Segment Start: Dataset records
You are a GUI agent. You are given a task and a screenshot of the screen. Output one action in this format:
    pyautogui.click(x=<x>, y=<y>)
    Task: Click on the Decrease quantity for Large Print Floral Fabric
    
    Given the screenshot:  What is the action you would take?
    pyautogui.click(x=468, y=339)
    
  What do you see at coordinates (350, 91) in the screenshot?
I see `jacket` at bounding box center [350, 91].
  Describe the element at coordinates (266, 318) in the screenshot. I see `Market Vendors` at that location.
Segment End: Dataset records
● **Instructions to follow**
Retype the data exactly as given.

● **Written reply**
You are a GUI agent. You are given a task and a screenshot of the screen. Output one action in this format:
    pyautogui.click(x=<x>, y=<y>)
    Task: Click on the Decrease quantity for Large Print Floral Fabric
    
    Given the screenshot:  What is the action you would take?
    pyautogui.click(x=468, y=339)
    
  What do you see at coordinates (350, 91) in the screenshot?
I see `jacket` at bounding box center [350, 91].
  Describe the element at coordinates (266, 318) in the screenshot. I see `Market Vendors` at that location.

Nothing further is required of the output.